Bushwig is now a business, but it wasn't always profitable. For years, Babes and Horrorchata poured any money they made via ticketing back into the following year's festival. The idea has always been to foster a safe, inclusive, and community-first environment for everyone, including drag performers and enthusiasts "at the intersections of race, of class." Babes says drag and the drag community were there for her when she needed it most; with Bushwig, she and Horrorchata aim to channel that same ethos.

Even now, with an international reputation and a working budget of around $100,000, the festival still prioritizes smaller artists from the New York area over established drag superstars. "We're not corporate at all," Horrorchata explains. "I know that we've leaned on Ru girls for the past few years, but at the end of the day, we started Bushwig as a New York event. And I feel this year, it still has kept the same vibe."

"I'd rather book all the trans girls, all the girls who are just starting out and have 100 followers on Instagram," adds Babes. "I'm way more interested in providing them a platform with money."

That healthy budget also allows Babes and Horrorchata to comp tickets for any LGBTQ+ person in need. As the Bushwig EventBrite page notes, nobody from the LGBTQ+ community will be turned away from the event for lack of funds. "If you can't afford a fucking ticket, girl, it doesn't matter," Babes says. "You're coming. You're coming with us."

As for what attendees can expect from Bushwig 10 this weekend?

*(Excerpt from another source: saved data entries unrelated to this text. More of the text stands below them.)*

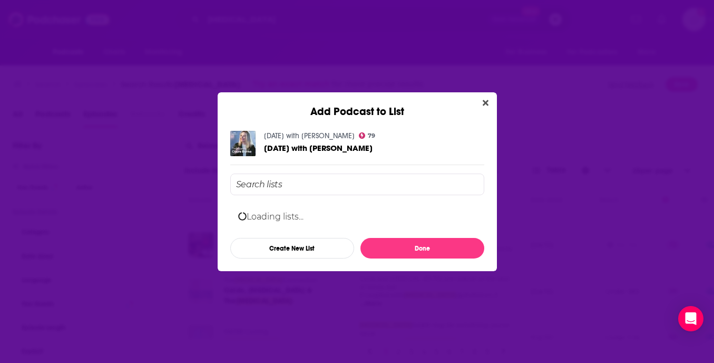 The width and height of the screenshot is (714, 363). Describe the element at coordinates (357, 105) in the screenshot. I see `div: Add Podcast to List` at that location.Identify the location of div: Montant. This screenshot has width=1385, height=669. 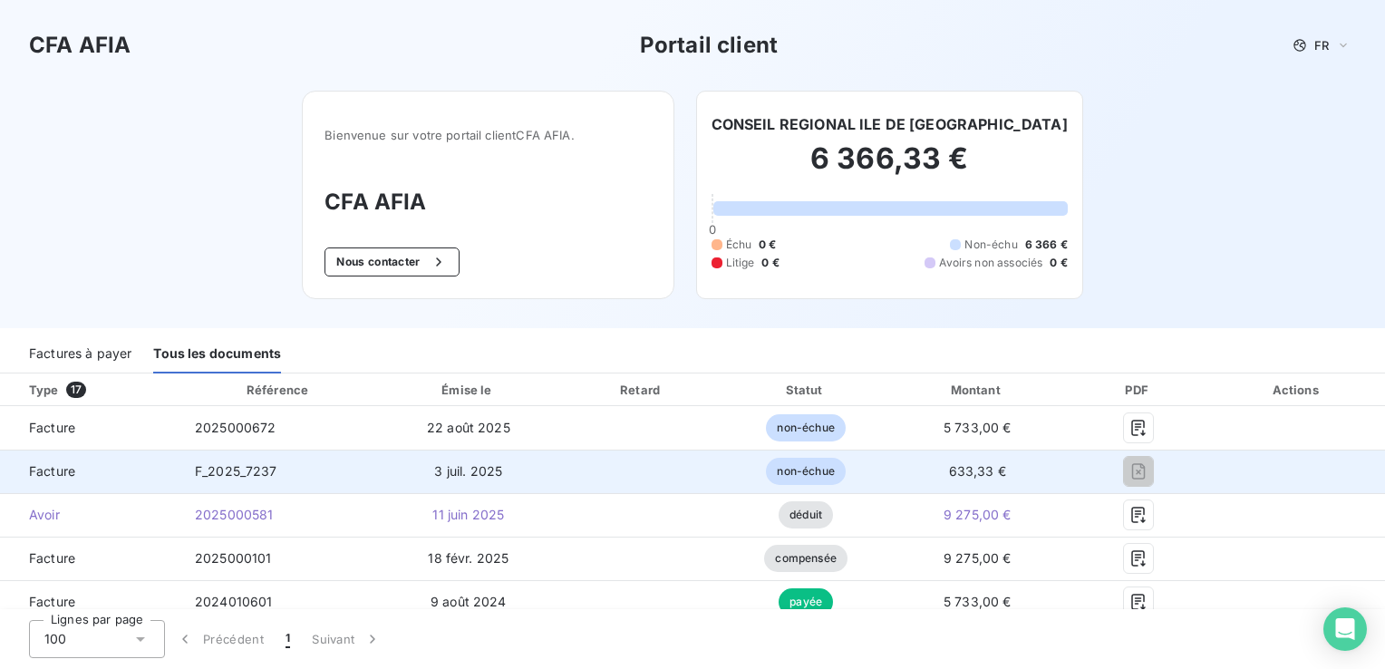
(977, 390).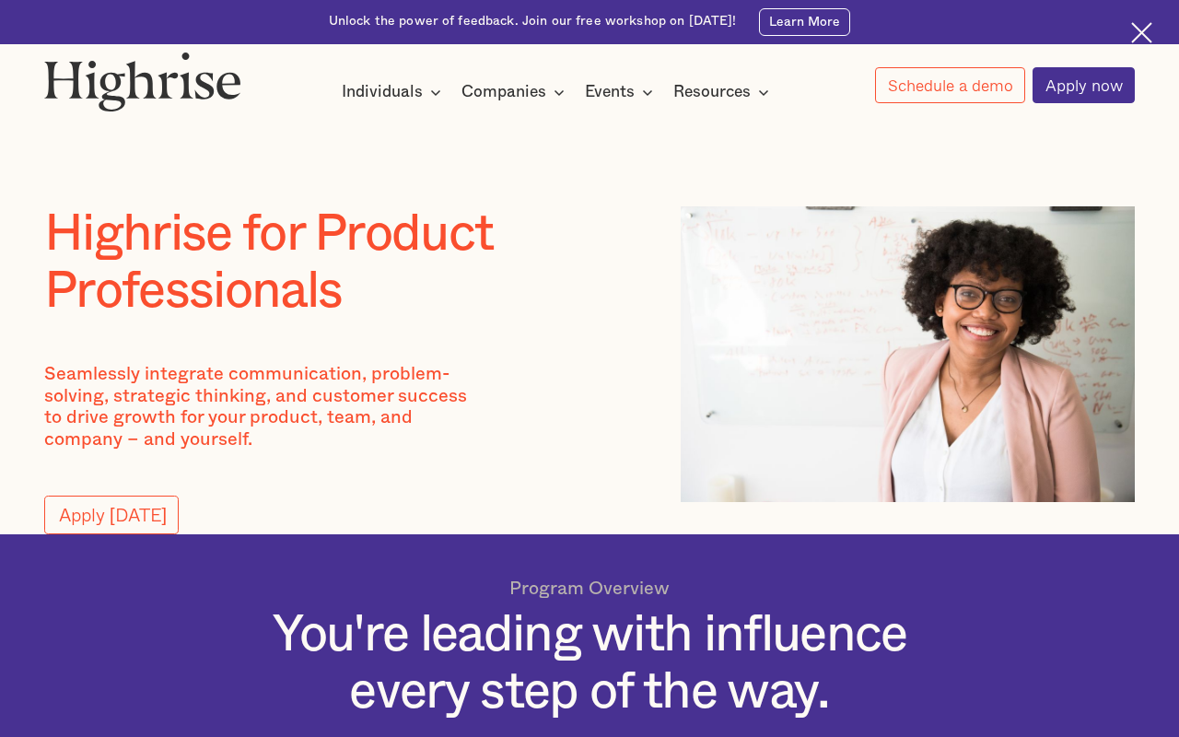 This screenshot has height=737, width=1179. I want to click on img: Highrise logo, so click(143, 81).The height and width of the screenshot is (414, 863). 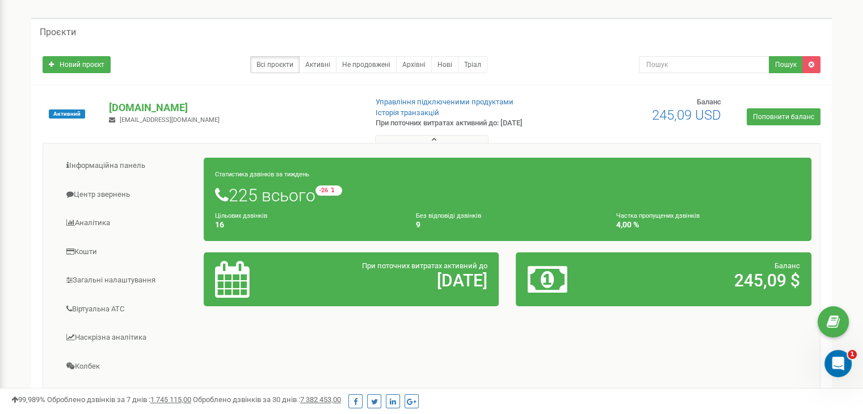 What do you see at coordinates (128, 309) in the screenshot?
I see `a: Віртуальна АТС` at bounding box center [128, 309].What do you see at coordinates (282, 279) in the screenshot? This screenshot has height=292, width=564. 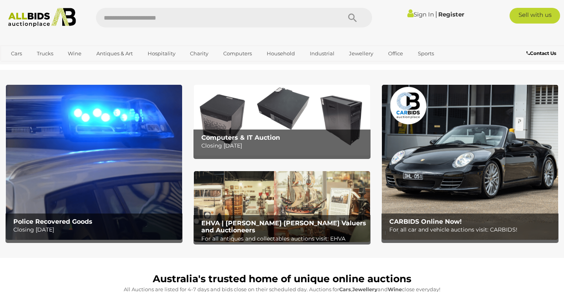 I see `h1: Australia's trusted home of unique online auctions` at bounding box center [282, 279]. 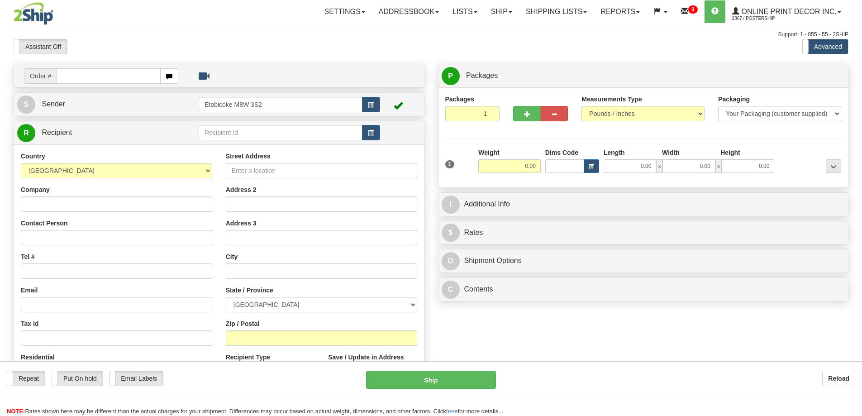 What do you see at coordinates (34, 14) in the screenshot?
I see `img: logo2867.jpg` at bounding box center [34, 14].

Horrorchata and Babes rattle off some names they're particularly excited to see (ChaseIcon and Club Carrie, respectively), but other than that, they are uncharacteristically coy. "No matter what, it's going to be fab," says Horrorchata, "but there's definitely little moments I think that are going to be very special."

"I think also with not having Bushwig last year — I mean, we did have the park moments, but I think it's going to be very special this year," she adds. "Just that feeling of the morning of Bushwig, when you're about to put on your makeup... I'm already getting shivers."